KATHY ACKER 1947-97


Kathy Acker grew up in New York in the seventies. She has published 12 novels, several plays, film manuscripts, an opera, a musical, as well as a stream of essays and articles, mostly through the American underground publishers.

Kathy Ackers literary universe is...violent, bold, shocking, funny and sexy. Her themes are identity, language and power. And sex. Her literature is often explicit and pornographic. With her portrayals of incest and sadomachochistic sex, she has got not only the average American puritans against her but also the radical feminists.

For Acker, the breaking of taboos, is a weapon, against political control. In 1986 her novel "Blood and Guts in High School" was banned in Germany. Not only was the novel deemed damaging for children due to its pornographic content, but it was shocking that it was written in such a ways as to be impossible to separate which parts were made up and which not (!): "It's impossible for the reader to know if the action takes place in the authors mind or if it is happening for real".

This brings us onto the crux of Ackers main theme: deconstruction and subjectivity. When Acker began writing she was given the advice: "You have to find your own voice. Then you'll be able to write good books." But she couldn't find her own voice. And she didn't know if she was that interested in finding it either, as she says: "I would rather be in a room with lots of voices." So she created several "I" voices, "false" and "real" ones. She wanted to see if she could deconstruct the identity.

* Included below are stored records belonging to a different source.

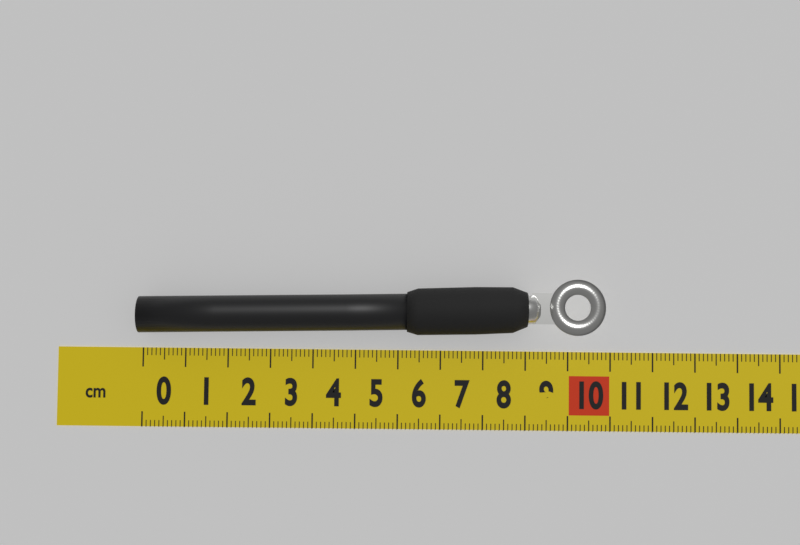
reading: 10.8 cm
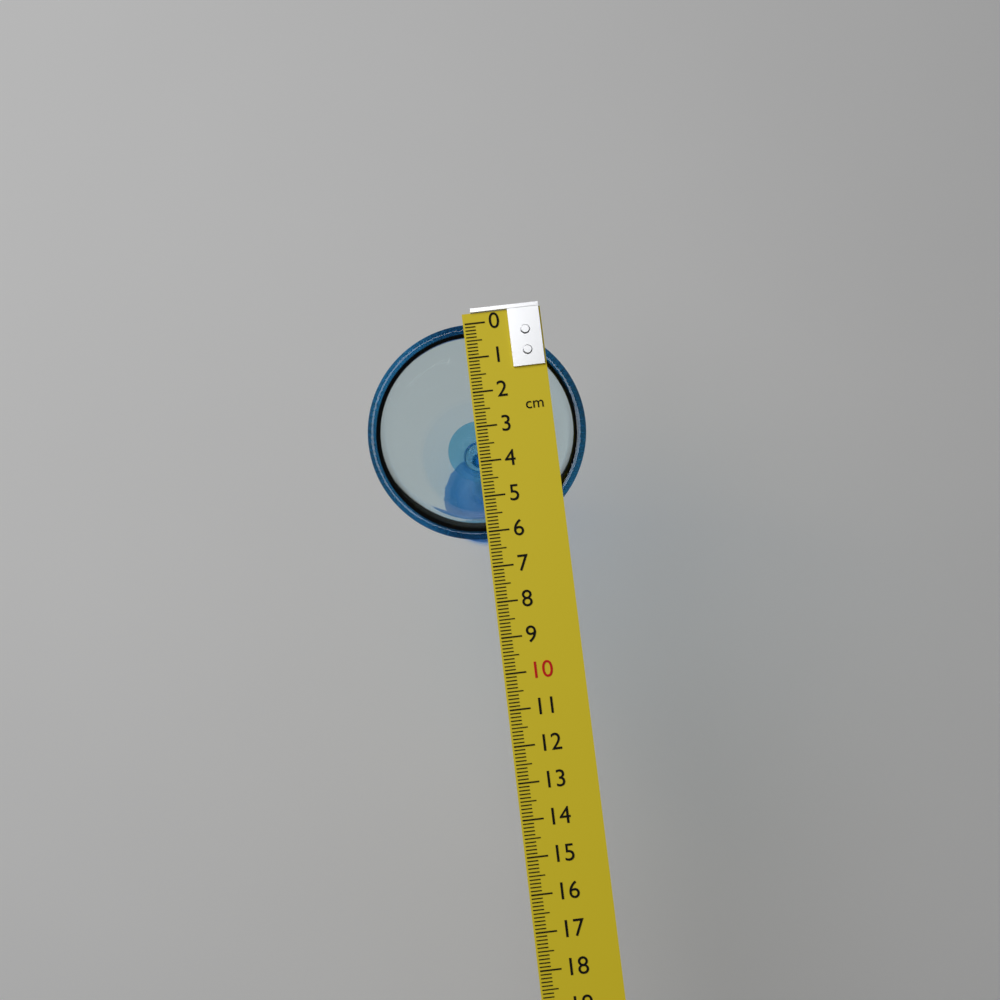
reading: 6.2 cm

Do "I" have to be just one size? asks Acker. Is it at all possible to look at people as one whole, collective person? She found that subjectivity was not something fixed or agreed upon before hand, but something which can be actively created. This became her experiment in her writing; she could create as many personal stories as she wanted. Any number of stories which exist and functioned, through mutation and creation, in a stream of anti-memory anti-genealogy. By putting her own texts together with authentic biographies and false biographical material, she could build on and moderate her own subjectivity, experimenting with schizophrenic possibilities.

What constitutes ones own personality, asks Acker, and answers: to a great degree stereotypical images of gender.

According to the philosopher Bataille, who Acker is influenced by, society is exclusively preoccupied with preserving its own survival; not for the individual, but for the institution. To guarantee their survival, society created a whole range of historical and social arrangements, among them: the taboo. Bataille believes the most sacred of them is not "thou shalt not kill" but rather "Thou shalt not kill the King".

Who is the "King"? The King is the law which at each moment defines a set of values which constitute societies immune system: normality.

Kathy Ackers fight against political control is done through literature. She announces together with William Buroughs: "I write to weaken societies immune system. Language is a virus".

Desire is perhaps one of the last places to continue to attract political control. During Ackers childhood there were two places she could escape her parents control; one was writing, the other was sexuality. For Acker this is why these two areas are tightly linked. She states: "language is a body and the body can't lie. In the same way as a lie can't exist in the body, I want to make a lie impossible in language".

Acker knows that we must kill the King in order to find new stories to make the world from.